No road has clung to any mountain with less certainty than the narrow dirt track I drove with the Police Mobile Unit. While New Guinea lacks dangerous animals, it more than makes up for this omission through geography. With its huge, craggy mountains, unnavigable crashing rivers, and vertigo-inspiring ravines, the interior is treacherous in the extreme. In the 1970s many of the airports were “one-approach,” meaning that if you blew the landing, there was no room to turn around, and you didn't get a second chance. Evidence of wrecks suggested that the stakes were similar on the backcountry roads.
This particular road consisted of an almost imperceptible indentation into a massive, supersteep mountain slope.
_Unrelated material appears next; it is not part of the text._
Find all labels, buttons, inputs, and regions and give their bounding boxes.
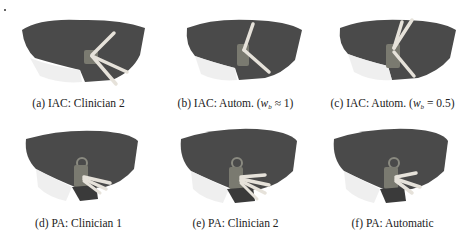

Every few miles the track was partially cut by erosion or landslides, and peering out, I'd look thousands of feet down into bottomless canyons. One wants to put one's trust in the competence of the authorities, but my faith was sorely tested as the commander hurtled along these slick and treacherous passages at about 55 miles an hour, slowing down to about 30 at obstacles. After a couple of nearspinouts, I opted to hold my door of the Land Cruiser open, reasoning that when we went over the side, I would jump out and take my chances.
After safely arriving in Gumine, we went to the local counselor's house, where the magistrate (Loki's brother-in-law) brought us up to date. The fighters had gotten word that the Police Mobile Unit was coming and had melted into the bush. The patrol officer told us that he had settled the argument that had caused the latest incident, and while the counselor went outside to call (futilely) for the warriors to give themselves up, the troops entertained themselves by playing volleyball.
Given the gruesome toll of local conflicts around the world in recent years, a village skirmish in New Guinea might seem relatively harmless and innocent in retrospect, yet the details were anything but. The magistrate told us that six people had been killed in this go-round: One was beheaded, another was cut in half (postmortem), while a third was cut into so many pieces that Loki had to reassemble the body as if it were a jigsaw puzzle.
Such physical violence amounts to an extreme form of trash talk. The warriors disfigure the bodies of their victims and flaunt the parts in order to incite the other side to fight—in this case, taking the head they had cut off and driving a stick through the neck and out the eye, and then displaying the macabre tableau prominently.
Despite such gory specifics, the actual body count in these wars tends to be very low. For instance, a total of twenty-three people had been killed in this conflict, which had been going on for three years at the time of my visit in 1976. The mortality rate is even more remarkable when we consider the natives' extraordinary skill with bows and arrows—a typical hunter can shoot a bird out of the air. The difference might be that warfare is a hot-blooded affair, while hunting is done with calm and patience. It's possible, even likely, that natives get so fired up during warfare that it literally spoils their aim.
This, in fact, was the implication of an anthropologist's report to the administrator of Enga Province that I saw during that trip. The scientist, who was trying to explain why one native had murdered another from a neighboring village on a runway, noted that when a native encounters someone from a rival clan with whom he has an unresolved grudge, he will want to kill his enemy on the spot. She used the word “salivate” to describe the urgency of this desire to kill.